JOHN ROBERT LEWIS LIFETIME LEGACY AWARD
CONGRESSMAN JAMES E. CLYBURN
PRESENTED BY CONGRESSWOMAN LAUREN UNDERWOOD
CLOSING REMARKS
ACCOMPANIED BY THE SHILOH BAPTIST CHURCH GOSPEL CHOIR 6:3OPM
PERFORMANCE
FRÉDÉRIC YONNET
2021AWARD RECIPIENTS
THE MARCH ON AWARDS
were created to recognize leaders whose devotion to the advancement of civil rights is unwavering. Through their actions, and with courage, our Honorees have ignited national conversations, compelled progress, and have used their platforms as instruments for social change.
DONORS OF COLOR NETWORK
The Donors of Color Network is a first-of-itskind, cross-race community of donors committed to systemic racial justice. AsianAmerican, Arab-American, Black, Latino, and Native members are dedicated to boldly using their full resources to build the collective power of people of color to live in a world defined by joy, power, and community. The Donors of Color Network’s new Climate Funders Justice Pledge shifts the center of gravity in philanthropy towards racial and economic justice, challenging the nation’s largest climate funders to commit publicly to greater transparency and give at least 30% of their climate funding to the BIPOC-led power building groups who have been critically under-resourced to engage in a crisis that hits their communities first and hardest. This Pledge, developed in coordination with movement leaders from across the country, is a critical intervention to a failing status quo in which only 1.3% of funding is allocated to BIPOC-accountable organizations. Since the Climate Funders Justice Pledge launched in February, more than 21 foundations, including 7 of the top forty climate funders, have committed to fulfilling all or some part of the pledge, which together will shift tens of millions to BIPOC-led, justice-focused groups. This effort has been featured across multiple national news outlets and is credited widely with helping to change the conversation in climate philanthropy towards one that centers racial equity in funding as a winning strategy
Sam Pollard’s accomplishments as a feature film and television video editor, and documentary producer/ director span thirty years. He was documentary producer in 1989 for Henry Hampton’s Blackside production, Eyes On The Prize II: America at the Racial Crosswords and received an Emmy for one of his episodes. Eight years later, he was Co-Executive Producer/Producer for I’ll Make Me A World: Stories of AfricanAmerican Artists and Community and received The George Peabody Award.

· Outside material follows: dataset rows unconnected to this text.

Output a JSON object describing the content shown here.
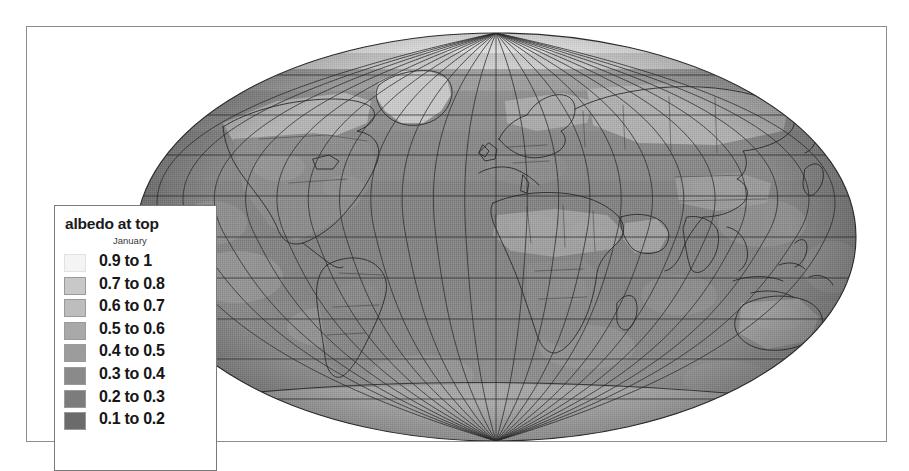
{
  "figure": {
    "background": "#ffffff",
    "frame_color": "#8d8d8d"
  },
  "legend": {
    "title": "albedo at top",
    "subtitle": "January",
    "border_color": "#7a7a7a",
    "entries": [
      {
        "label": "0.9 to 1",
        "color": "#f4f4f4",
        "value_min": 0.9,
        "value_max": 1.0
      },
      {
        "label": "0.7 to 0.8",
        "color": "#c8c8c8",
        "value_min": 0.7,
        "value_max": 0.8
      },
      {
        "label": "0.6 to 0.7",
        "color": "#bdbdbd",
        "value_min": 0.6,
        "value_max": 0.7
      },
      {
        "label": "0.5 to 0.6",
        "color": "#a9a9a9",
        "value_min": 0.5,
        "value_max": 0.6
      },
      {
        "label": "0.4 to 0.5",
        "color": "#9c9c9c",
        "value_min": 0.4,
        "value_max": 0.5
      },
      {
        "label": "0.3 to 0.4",
        "color": "#8a8a8a",
        "value_min": 0.3,
        "value_max": 0.4
      },
      {
        "label": "0.2 to 0.3",
        "color": "#7c7c7c",
        "value_min": 0.2,
        "value_max": 0.3
      },
      {
        "label": "0.1 to 0.2",
        "color": "#6b6b6b",
        "value_min": 0.1,
        "value_max": 0.2
      }
    ]
  },
  "chart_data": {
    "type": "heatmap",
    "title": "albedo at top",
    "subtitle": "January",
    "variable": "albedo at top",
    "period": "January",
    "projection": "mollweide-globe",
    "xlabel": "",
    "ylabel": "",
    "legend_position": "left",
    "grid": true,
    "graticule": {
      "meridian_step_deg": 15,
      "parallel_step_deg": 15,
      "line_color": "#2b2b2b"
    },
    "axis_ranges": {
      "longitude": [
        -180,
        180
      ],
      "latitude": [
        -90,
        90
      ]
    },
    "value_range": [
      0.1,
      1.0
    ],
    "bins": [
      {
        "label": "0.9 to 1",
        "min": 0.9,
        "max": 1.0,
        "color": "#f4f4f4"
      },
      {
        "label": "0.7 to 0.8",
        "min": 0.7,
        "max": 0.8,
        "color": "#c8c8c8"
      },
      {
        "label": "0.6 to 0.7",
        "min": 0.6,
        "max": 0.7,
        "color": "#bdbdbd"
      },
      {
        "label": "0.5 to 0.6",
        "min": 0.5,
        "max": 0.6,
        "color": "#a9a9a9"
      },
      {
        "label": "0.4 to 0.5",
        "min": 0.4,
        "max": 0.5,
        "color": "#9c9c9c"
      },
      {
        "label": "0.3 to 0.4",
        "min": 0.3,
        "max": 0.4,
        "color": "#8a8a8a"
      },
      {
        "label": "0.2 to 0.3",
        "min": 0.2,
        "max": 0.3,
        "color": "#7c7c7c"
      },
      {
        "label": "0.1 to 0.2",
        "min": 0.1,
        "max": 0.2,
        "color": "#6b6b6b"
      }
    ],
    "regions": [
      {
        "name": "arctic-polar-cap",
        "band": "0.9 to 1",
        "value": 0.95
      },
      {
        "name": "greenland",
        "band": "0.7 to 0.8",
        "value": 0.75
      },
      {
        "name": "northern-eurasia-snow",
        "band": "0.6 to 0.7",
        "value": 0.65
      },
      {
        "name": "northern-north-america-snow",
        "band": "0.6 to 0.7",
        "value": 0.65
      },
      {
        "name": "sahara-desert",
        "band": "0.4 to 0.5",
        "value": 0.45
      },
      {
        "name": "arabian-peninsula",
        "band": "0.4 to 0.5",
        "value": 0.45
      },
      {
        "name": "south-america",
        "band": "0.3 to 0.4",
        "value": 0.35
      },
      {
        "name": "southern-africa",
        "band": "0.3 to 0.4",
        "value": 0.35
      },
      {
        "name": "australia",
        "band": "0.3 to 0.4",
        "value": 0.35
      },
      {
        "name": "tropical-ocean",
        "band": "0.2 to 0.3",
        "value": 0.25
      },
      {
        "name": "southern-ocean",
        "band": "0.3 to 0.4",
        "value": 0.35
      },
      {
        "name": "antarctica",
        "band": "0.5 to 0.6",
        "value": 0.55
      }
    ]
  }
}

Mr. Pollard has edited a number of Spike Lee’s films: Mo’ Better Blues, Jungle Fever, Girl 6, Clockers, and Bamboozled. They co-produced Spike Lee Presents Mike Tyson, for which Mr. Pollard received an Emmy, and 4 Little Girls, about the 1963 Birmingham church bombings, which was nominated for an Academy Award. He was Executive Producer on the documentary Brother Outsider, Official Selection 2003 Sundance Film Festival and won Emmys for NBC’s Vegetable Soup and The Children’s Television Workshop’s 3-2-1-Contact.

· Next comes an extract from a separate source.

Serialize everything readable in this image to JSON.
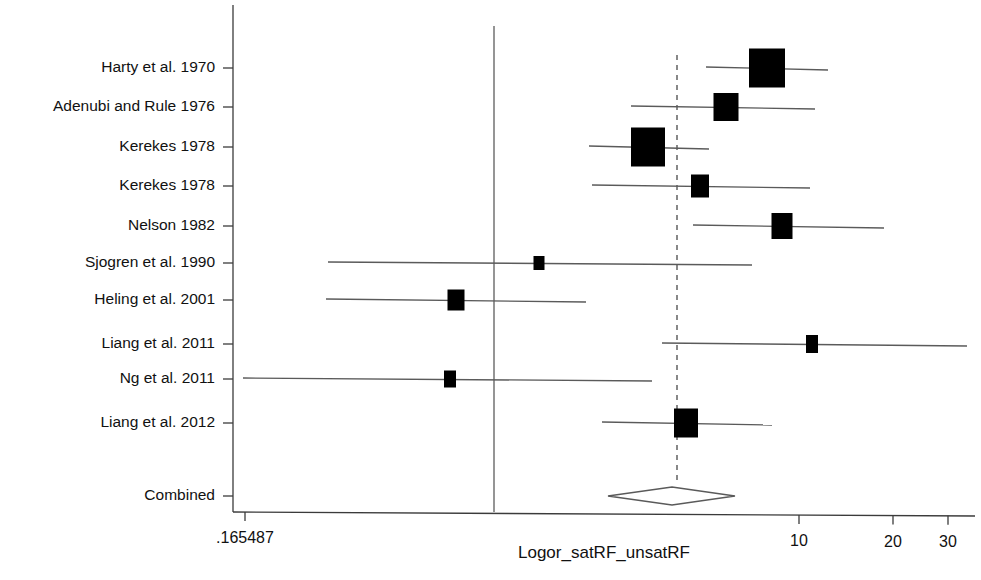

He also serves on advisory committees for the National Endowment for the Humanities and the National Endowment for the Arts
THE JOHN ROBERT LEWIS LIFETIME LEGACY AWARD
is presented annually to an individual whose life’s work has sought to advance the dignity of all humans, no matter their circumstance. Through grit, determination and, often, personal and physical sacrifice, they, like the Award’s namesake, have fought tirelessly on behalf of our better angels.
CONGRESSMAN JAMES. E. CLYBURN
James E. Clyburn is the Majority Whip and the third-ranking Democrat in the United States House of Representatives. He previously served in the post from 2007 to 2011 and was Assistant Democratic Leader from 2011 to 2019.

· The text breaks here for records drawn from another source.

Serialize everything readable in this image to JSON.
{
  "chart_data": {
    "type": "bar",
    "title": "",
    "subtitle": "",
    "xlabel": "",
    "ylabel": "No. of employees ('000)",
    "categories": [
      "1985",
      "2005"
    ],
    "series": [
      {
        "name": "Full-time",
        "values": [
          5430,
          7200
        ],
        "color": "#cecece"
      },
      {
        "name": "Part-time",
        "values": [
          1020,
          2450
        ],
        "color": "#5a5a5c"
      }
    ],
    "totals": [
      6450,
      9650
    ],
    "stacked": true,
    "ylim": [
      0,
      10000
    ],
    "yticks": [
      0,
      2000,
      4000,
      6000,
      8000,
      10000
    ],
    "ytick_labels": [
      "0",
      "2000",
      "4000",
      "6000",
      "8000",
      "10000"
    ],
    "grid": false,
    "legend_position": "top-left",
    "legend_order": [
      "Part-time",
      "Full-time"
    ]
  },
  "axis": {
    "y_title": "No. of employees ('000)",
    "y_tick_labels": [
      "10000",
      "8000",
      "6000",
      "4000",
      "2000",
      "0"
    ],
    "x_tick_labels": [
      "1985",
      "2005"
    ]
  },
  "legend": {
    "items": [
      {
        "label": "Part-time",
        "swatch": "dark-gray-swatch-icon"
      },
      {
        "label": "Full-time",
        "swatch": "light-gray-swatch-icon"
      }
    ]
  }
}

Clyburn represents South Carolina’s sixth congressional district. He was elected co-president of his 1993 freshman class, quickly rose through the ranks and was subsequently elected Chairman of the Congressional Black Caucus, Vice Chair, and later Chair, of the House Democratic Caucus.
Nationally, Clyburn has championed rural and economic development and many of his initiatives have become law. He is also a passionate supporter of historic preservation, having restored buildings at historically black colleges and universities. His legislation created the South Carolina National Heritage Corridor, Gullah/Geechee Cultural Heritage Corridor among other sites.
Congressman Clyburn was born the eldest son of an activist, fundamentalist minister and a civicminded beautician. His memoir, Blessed Experiences: Genuinely Southern, Proudly Black, was published in 2015.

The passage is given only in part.